I think most are agreed that the Revelation of John in its present form was produced in the early second century. Is there any basis for believing that the current Revelation of John may be based on an earlier source?John 1:
6 There was a man sent from God whose name was John. 7 He came as a witness to testify concerning that light, so that through him all might believe. 8 He himself was not the light; he came only as a witness to the light.
Revelation 1:
1 The revelation of Jesus Christ, which God gave him to show his servants what must soon take place; he made it known by sending his angel to his servant John, 2 who testified to the word of God and to the testimony of Jesus Christ, even to all that he saw.
Revelation 1:
9 I, John, your brother who share with you in Jesus the persecution and the kingdom and the patient endurance, was on the island called Patmos because of the word of God and the testimony of Jesus. 10 I was in the spirit on the Lord’s day, and I heard behind me a loud voice like a trumpet 11 saying, “Write in a book what you see and send it to the seven churches, to Ephesus, to Smyrna, to Pergamum, to Thyatira, to Sardis, to Philadelphia, and to Laodicea.”
Mark 1:
9 At that time Jesus came from Nazareth in Galilee and was baptized by John in the Jordan. 10 Just as Jesus was coming up out of the water, he saw heaven being torn open and the Spirit descending on him like a dove. 11 And a voice came from heaven: “You are my Son, whom I love; with you I am well pleased.”
1 John 1:
5 This is the message we have heard from him and declare to you: God is light; in him there is no darkness at all. 6 If we claim to have fellowship with him and yet walk in the darkness, we lie and do not live out the truth. 7 But if we walk in the light, as he is in the light, we have fellowship with one another, and the blood of Jesus, his Son, purifies us from all sin.
1 John 2:
2 My dear children, I write this to you so that you will not sin. But if anybody does sin, we have an advocate with the Father—Jesus Christ, the Righteous One. 2 He is the atoning sacrifice for our sins, and not only for ours but also for the sins of the whole world.
There appear to be many different but strikingly similar Johns in Christian lore. We have a John mentioned as one of the pillars by Paul, we have "John the Baptist" who announces the coming of Jesus Christ, we have a John who has visions of Jesus Christ, and we have the epistles of John that describe Jesus Christ as an atoning sacrifice who came in the flesh.
I wonder about the possibility that there was some real John who had one of the early visions of Jesus, and that the legacy of this real John is reflected in these later Johns.
It seems quite possible that "John the Baptist" is a Markan invention. There may well have been a real person known as "John the Baptist", but I find it doubtful that any such real John the Baptist had anything to do with Jesus worship. It seems that what Mark did was associate some real John figure from the Jesus movement with John the Baptist. Indeed, I think it quite possible that John son of Zebedee and John the Baptist are two different fictional character that both stem from the same real John. That real John, it would seem, would be some figure known for having had visions of the sacrifice of Jesus (Joshua) and his future coming to earth to pass Final Judgement.
To what degree can the various John traditions be assessed to be independent, or to what degree is is all just building off of later narratives?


**Work instructions:** Once the line holding "The width and height of the screenshot is (1499, 684)." appears, repeat it and each line after it to the end of the data, exactly and with nothing else; pictures stay out.

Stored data
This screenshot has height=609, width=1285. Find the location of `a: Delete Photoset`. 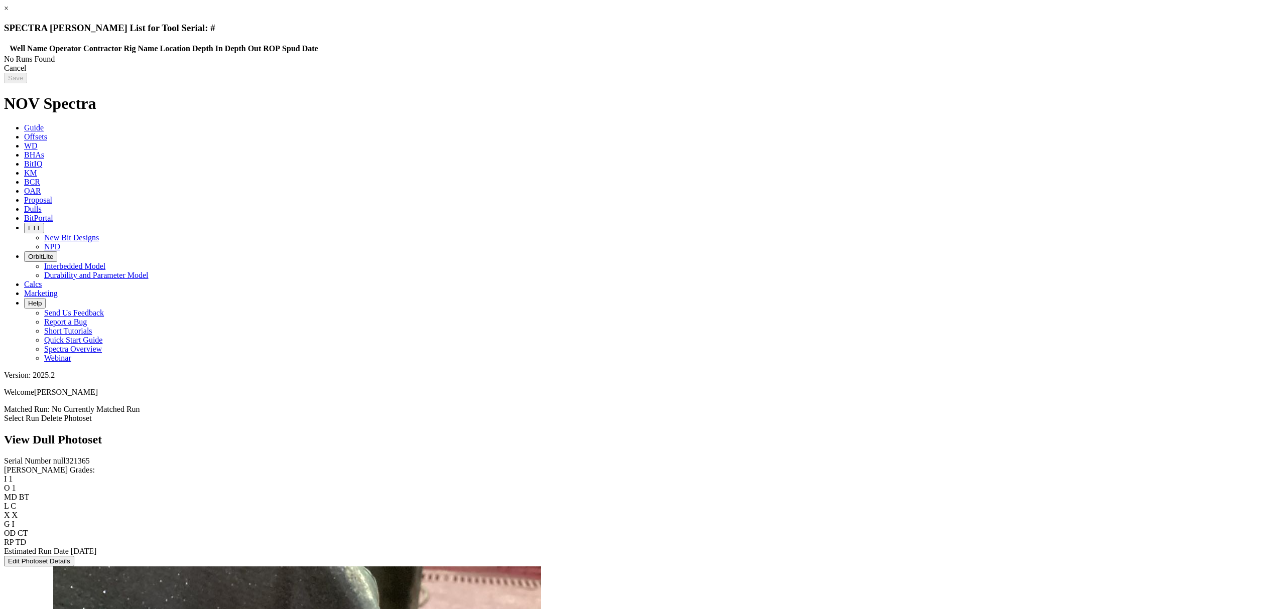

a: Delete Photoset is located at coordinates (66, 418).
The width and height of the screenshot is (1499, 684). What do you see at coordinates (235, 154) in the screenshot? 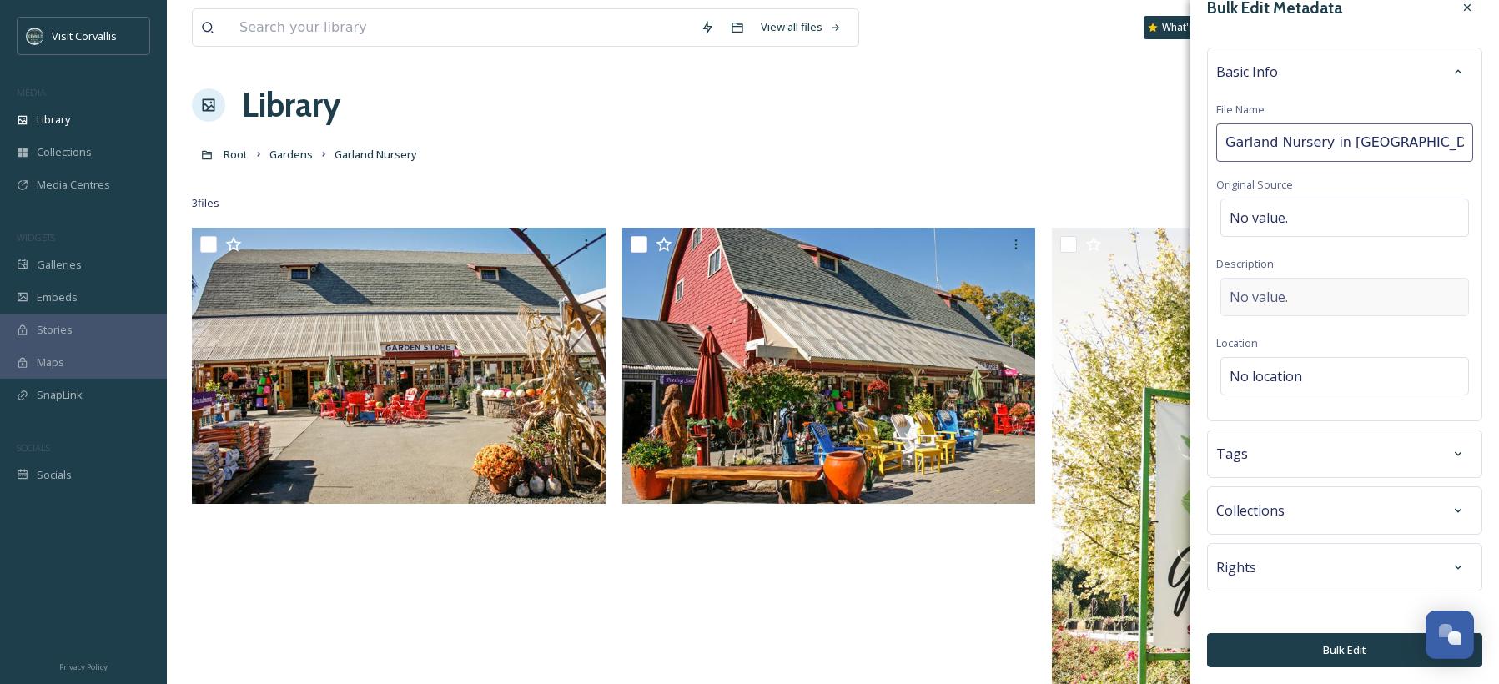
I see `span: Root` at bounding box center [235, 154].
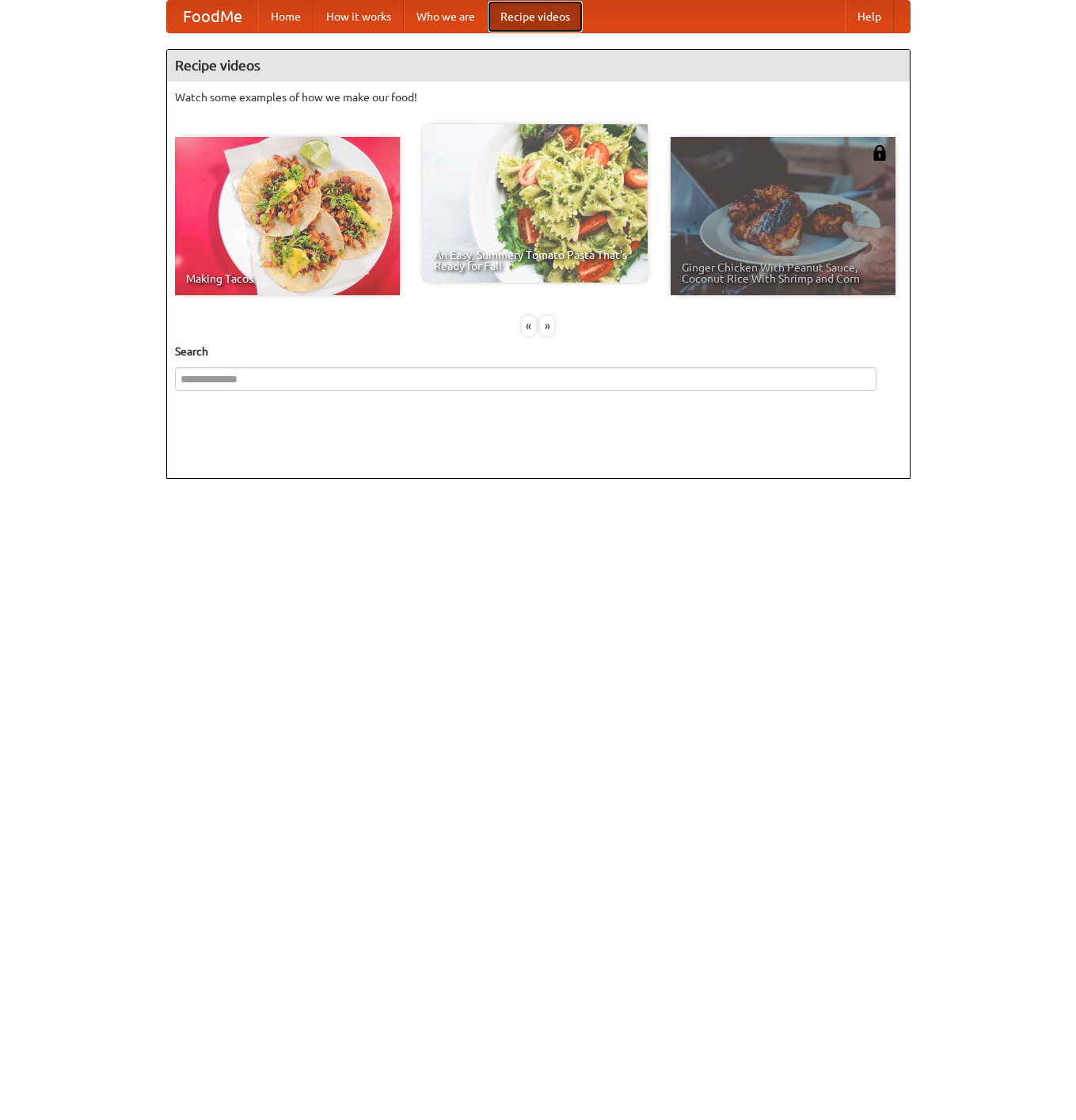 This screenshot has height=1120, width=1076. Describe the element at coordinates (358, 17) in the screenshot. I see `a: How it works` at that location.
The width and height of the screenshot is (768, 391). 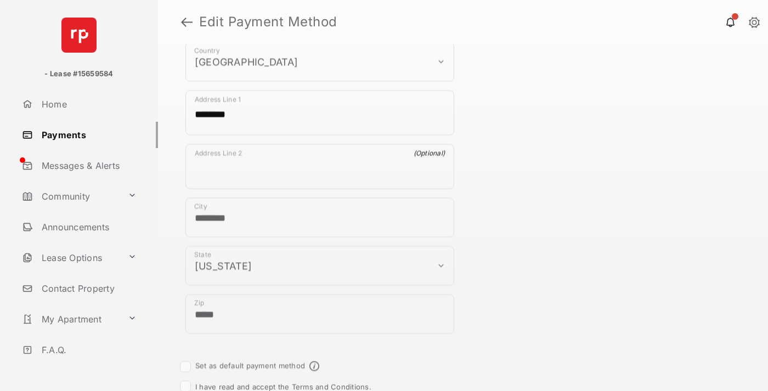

**Result below:**
The width and height of the screenshot is (1499, 684). What do you see at coordinates (235, 154) in the screenshot? 
I see `span: Root` at bounding box center [235, 154].
 This screenshot has height=1120, width=1076. Describe the element at coordinates (358, 17) in the screenshot. I see `a: How it works` at that location.
The width and height of the screenshot is (768, 391). 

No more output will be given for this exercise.